Page 40 of Excess

“I think I will. Do you want to come? They have hot desks, you know.”

I wrinkled my nose. “Why would I want to do that?”

Maia laughed. “Social interaction. Isn’t that something omegas crave?”

“Not this omega, I assure you.”

“Have you been avoiding us?” Stasia asked while Ivy bounced on the balls of her feet next to her in the foyer of the Pilates studio.

Brigitte, the only one who’d been in class with me, shot me a guilty look. “I may have mentioned where we were going to be this morning.”

“We’ve got a table at Bite,” Ivy said excitedly, mentioning the eatery around the corner. “So we can go and discuss Saturday night. We wanted to do it sooner, but you’ve been so hard to get hold of.”

“I’m not really dressed for Bite,” I replied, scrambling for an excuse not to go.

“Nonsense, I love this set—you look cute. Plenty of people go straight to Bite after a workout. Come on! We’ve got a surprise for you,” Stasia added in a conspiratorial tone.

Great. I wondered what they’d told poor Hugo to rope him into this.

But no, it was far worse than that.

Instead of encountering a sheepish-but-amused Hugo, I found my parents sitting at the table at Bite, sipping their chai and watching me expectantly.

Well, Papa was watching me expectantly.

Mama looked on the verge of fainting, appalled that I’d come to brunch in my forest-green leggings and matching crop top.

“Sit, sit, sit,” Stasia said, gesturing for me to take the seat opposite my parents. “Have you had the chia bowl here? It’s to die for.”

“Sounds great,” I murmured, not having the mental capacity to even think about reading the menu.

The claustrophobic feeling I’d been trying to shrug off on Saturday night was amplified by a thousand now, with everyone looking at me, the weight of expectation bearing down heavily on me.

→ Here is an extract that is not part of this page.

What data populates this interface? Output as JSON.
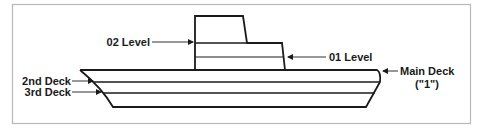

It had been surprisingly easy to reconcile the fact that the future I’d been prepared for wasn’t in the cards for me—I was hardly the first of the rich kids set to be dissatisfied with my life of immense privilege. I was just doing it a little later, rather than dropping out of uni and moving to Thailand to find myself after a week-long bender like many of my peers had.

Unfortunately, disappointing the people that I cared about was probably a more challenging ask now that my prefrontal lobe had finished developing and I understood consequences. In hindsight, I should have got all my screwing up out of my system when I was twenty and set the bar lower.

Papa ordered for me while Brigitte valiantly made small talk, her omega urge to soothe out in full force since she was paying the closest attention to me.

What was Blake doing right now?

He was up on the scaffold probably, hard at work. I’d mentioned that I wouldn’t mind if he used a speaker to listen to music, noticing that he didn’t wear headphones and wondering if he found them uncomfortable, but he’d declined. It was another thing that made him oddly attractive to me. I needed external stimuli to distract me from the relentless stream of noise in my head. Blake was content to just be.

“You can’t put it off any longer,” Ivy laughed, giving my hand on the table a light squeeze. “We want to hear all about Saturday!”

“You were there,” I pointed out mildly.

“We weren’t,” Papa countered. “But your friends have told me all about this Hugo fellow. Inika, he sounds very good. A nice young man.”

Mama nodded, absently rolling Om-Guard on her wrists and staring at my workout top like she could transform it into a modest silk blouse if she just glared at it hard enough.

“He is a nice young man,” I agreed, suspecting that Hugo was staring down the barrel of forty, but that would be considered young in Papa’s eyes. “We got along very well. We could be great friends I think.”

It was almost impressive, the way disappointment fell around the table like a veil descending. My ability to ruin the mood might have been my superpower.

“Friend?” Ivy repeated with a nervous giggle. “I mean, all the best matings are rooted in friendship…”

“You know that’s not what she meant,” Brigitte mumbled, stirring her tea a little more aggressively than necessary.